A final question went back to the variation issue and its impact on memory. “While the transistors may look okay at 25mV, when you use enough of them to make a memory, it is not going to provide the necessary sigma,” said Pillarisetty. “To make an SRAM, I would need to crank it up to 250mV to 300mV to meet noise margins. If I have to crank the voltage that much, then there’s no point doing it. Is there some smarter way to do this, where you can maintain phase coherence in the circuit? That may allow you to get around the noise margins. You can ask, is that quantum computing?”

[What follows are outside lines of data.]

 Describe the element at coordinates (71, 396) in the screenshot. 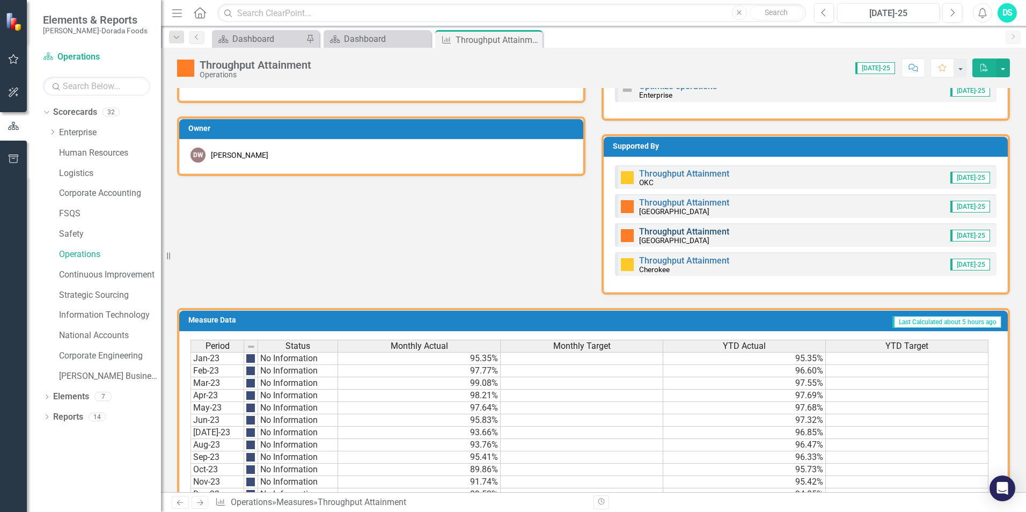

I see `a: Elements` at that location.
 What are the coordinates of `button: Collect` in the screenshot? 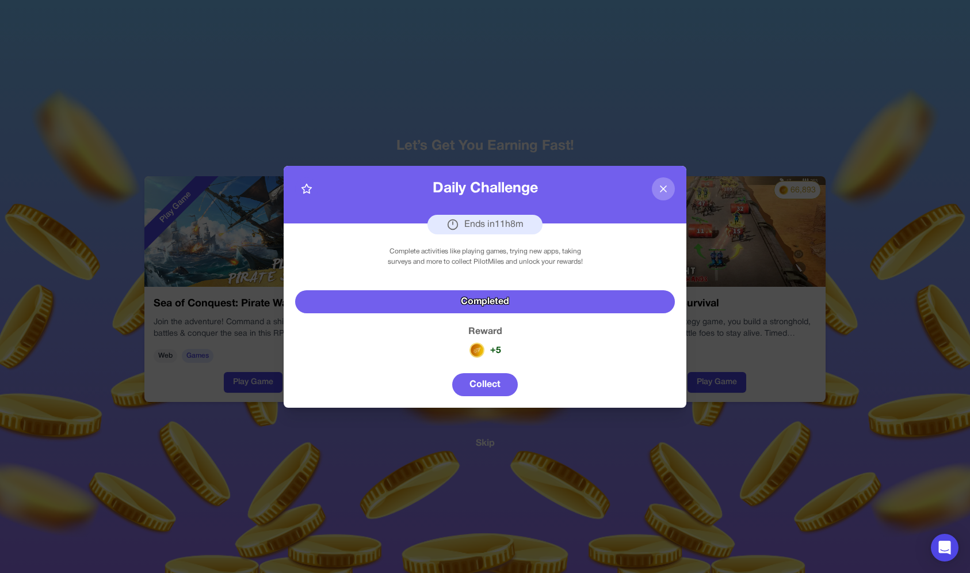 It's located at (485, 384).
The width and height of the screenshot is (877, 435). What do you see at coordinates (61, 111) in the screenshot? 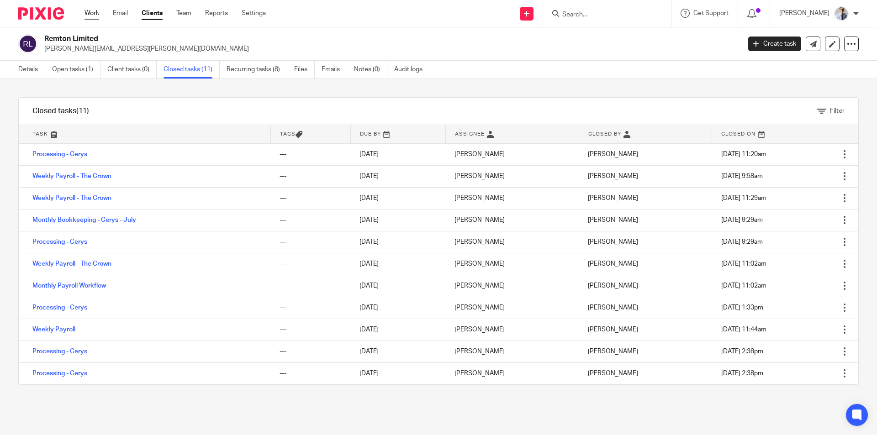
I see `h1: Closed tasks` at bounding box center [61, 111].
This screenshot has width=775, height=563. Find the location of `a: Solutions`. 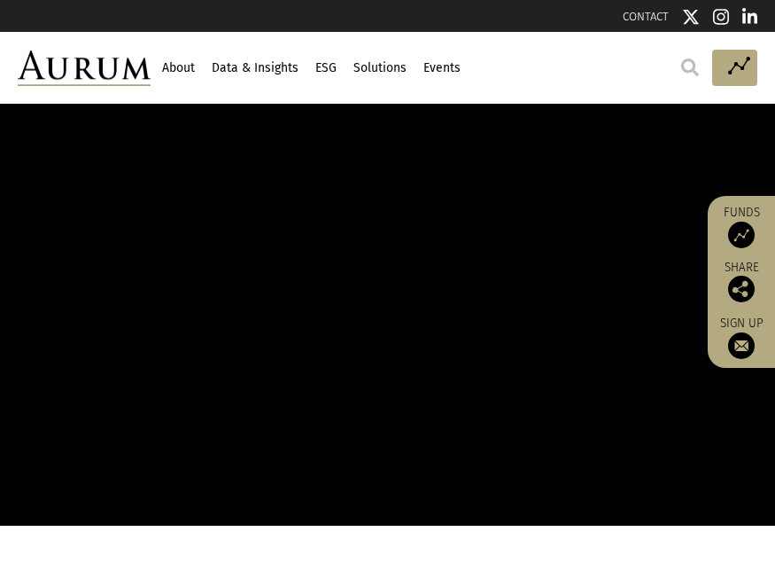

a: Solutions is located at coordinates (379, 68).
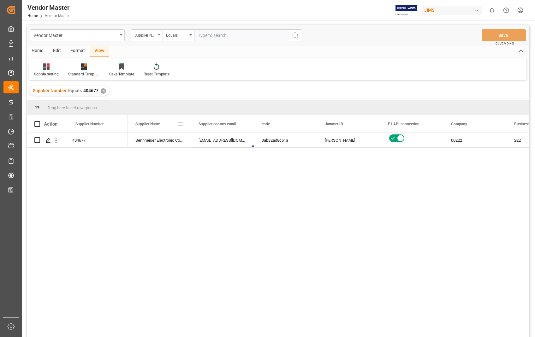 This screenshot has width=535, height=337. What do you see at coordinates (505, 43) in the screenshot?
I see `span: Ctrl/CMD + S` at bounding box center [505, 43].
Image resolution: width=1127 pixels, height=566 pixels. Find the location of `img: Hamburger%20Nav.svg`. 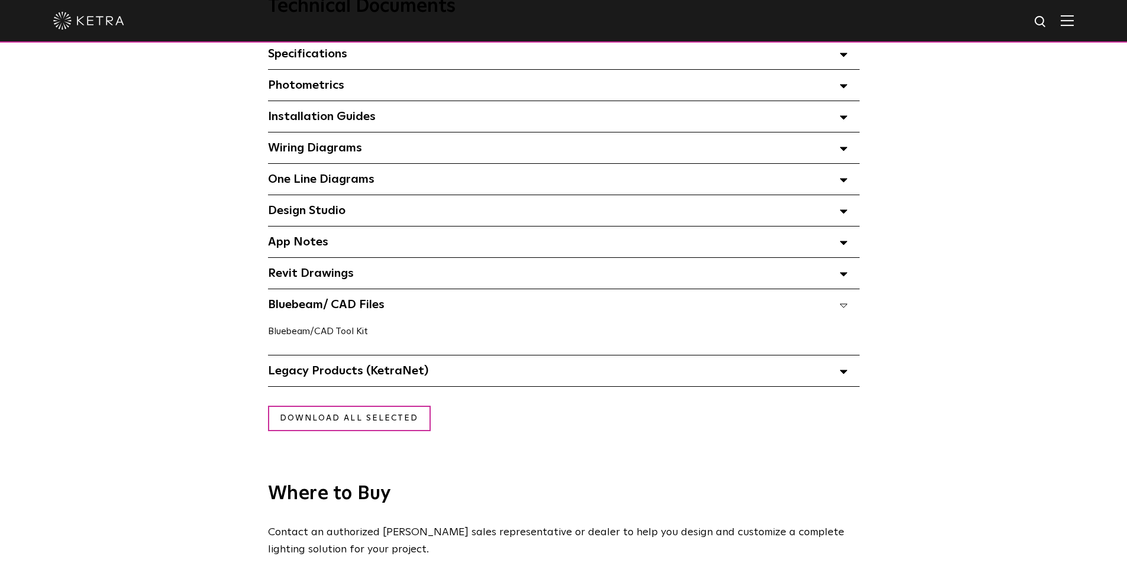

Kawa added that cooling DRAM below 40K has some benefits, because the refresh rate is lower thanks to the lower leakage.

Conclusion
Cryogenic CMOS appear to remain on the cusp. It is clear that it could provide significant benefit, but to get all of the potential gains will take further investment. As of today, nobody is willing to be the front runner. Quantum computing may result in cheaper cooling, and it may provide a new and unique application for cryo-CMOS that may result in some of the issues becoming better understood and then solved. But none of this will be happening soon.



1 comments

Mike Cormack says:

Excellent article. Back in the early 90’s, I was at Sequent Computer Systems, we characterized all the devices in our machines at temps as low as -40C. Suppliers enjoyed the data, when it was in their favor. Pentium CPU’s we’re very solid. We found a lot of memory cell issues, mostly single bit errors in DRAM’s. DRAM’s at the time we’re very sensitive to low temps. We presented our data to the DRAM Supplier’s. In time, the biggest DRAM companies cleaned up their fab defects and their DRAM products benefited from their effort. Some of our custom ASIC’s had some issues at low temps and once those were resolved, we had a very solid product.